Help with LM2917 F to V conversion!

Thread Starter

funkychicken9000

Joined Jun 21, 2007
2
Hi guys, I'm new here!

Basically, I'm wanting to convert a frequency into a voltage. This is for a tachometer for a racing car.

The car's ECU outputs a logic level pulse every engine revolution. I was going to use a LM2917 to convert this into a voltage signal varying between 0 and 4v. Since we're using a superbike engine, the frequency of the signal from the ECU will vary anywhere from 0 Hz up to around 15kHz.

I thought I could do this relatively simply with an LM2917, but I'm really struggling on component values etc. I also was told by someone that my 8-pin LM2917 may not work, since it requires positive and negative-going AC, whereas I'm using pulsed DC.

Can anyone do me a massive favour and suggest a circuit diagram for this unit?
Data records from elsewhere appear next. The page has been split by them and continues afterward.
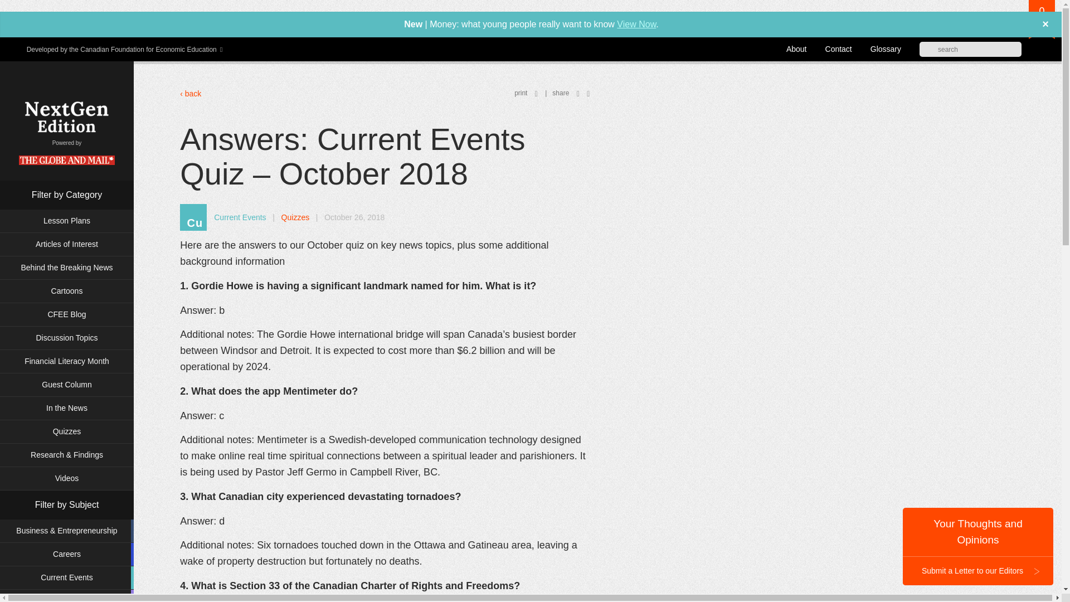 This screenshot has width=1070, height=602. I want to click on View Now, so click(637, 23).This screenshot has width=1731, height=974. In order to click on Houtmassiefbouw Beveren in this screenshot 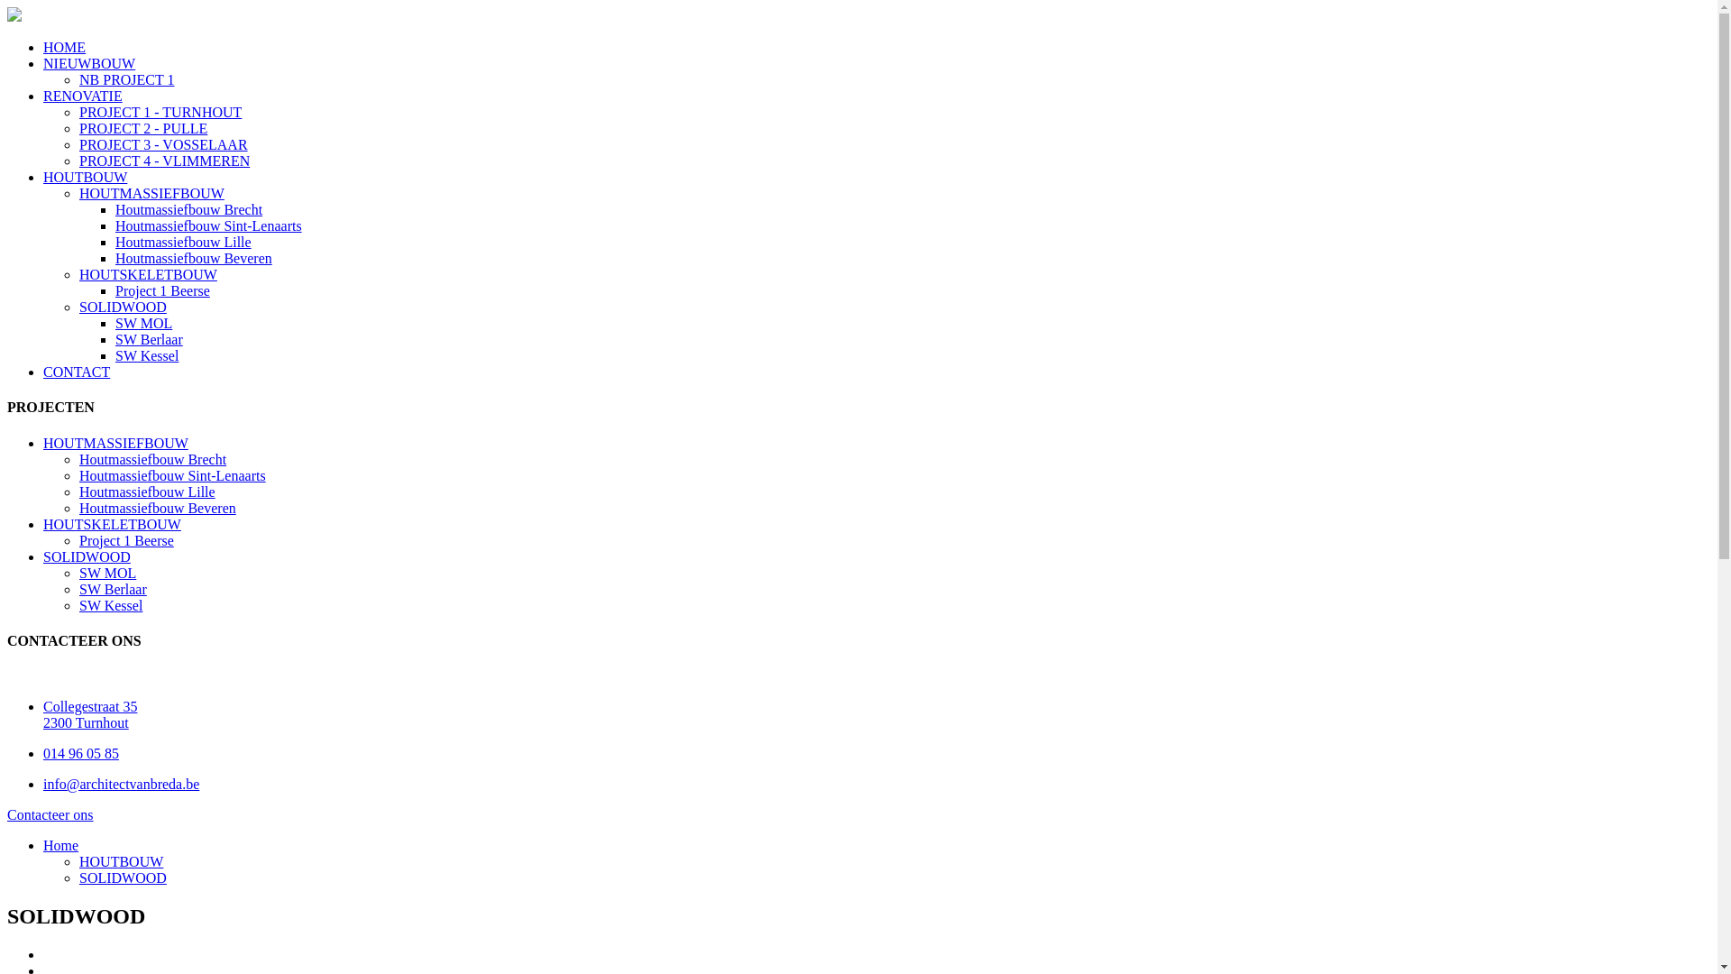, I will do `click(194, 258)`.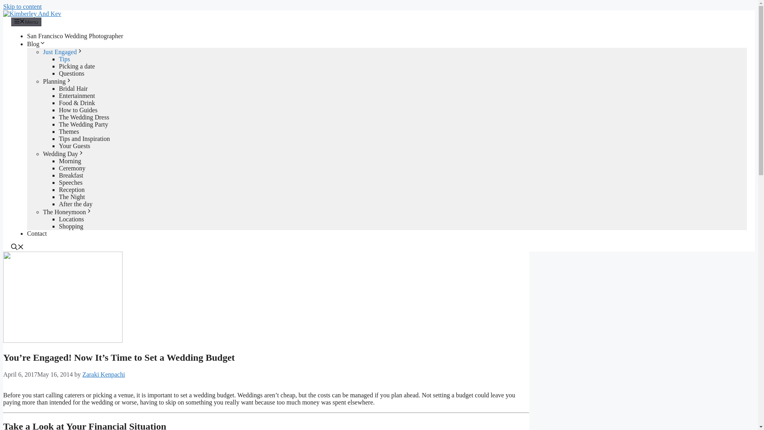 Image resolution: width=764 pixels, height=430 pixels. Describe the element at coordinates (70, 182) in the screenshot. I see `Speeches` at that location.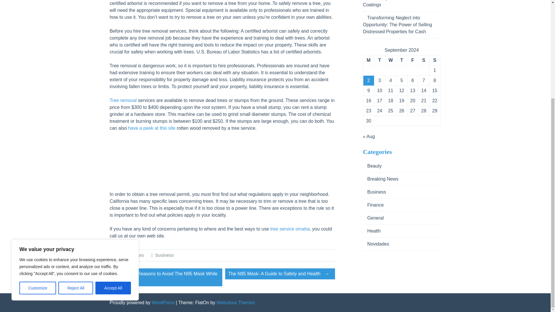 This screenshot has height=312, width=555. Describe the element at coordinates (424, 60) in the screenshot. I see `Saturday` at that location.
Time is short and my efforts so far have proved relatively futile!

Thanks a lot!

[edit] I should probably mention, this is going to need to run off an 8V supply...
 

Papabravo

Joined Feb 24, 2006
21,159
The very first thing that you should do is download a copy of the datasheet. Then you can verify the stories that your little friends tell you. Otherwise you're at sea!
 

Thread Starter

funkychicken9000

Joined Jun 21, 2007
2
I've been reading the datasheets, and it seems that the 8-pin LM2917 does indeed require a signal varying around 0v. Since I have no way of getting the 14-pin version in time (which has a user-settable reference rather than ground), is there anyway I can create a signal varying around 0v from my digital pulse? Someone on another forum said "You simply feed it through a capacitor, and a resistor to chassis (0V), it will then be centered around 0V". Am I right in thinking that this means putting the input through a capacitor and resistor in series to ground, and then connecting the LM2917 input to the middle of the two components? Or should they be in parallel?

Also, I'm not entirely sure what values I should use for these two components. I thought maybe the RC time constant should be small so at high frequencies the signal will still fully charge and discharge the capacitance - does this sound right?

[edit] thinking about it a bit more, I'm guessing the R and C should be in series. This would make a high-pass filter, which presumably would differentiate the signal. With an RC time constant a lot smaller than the minimum period (say 1/20th?) then with a 15,000rpm engine speed giving a 900kHz digital pulse, I'd be looking at R and C values of 1.8k and 100pF respectively. Sound about right?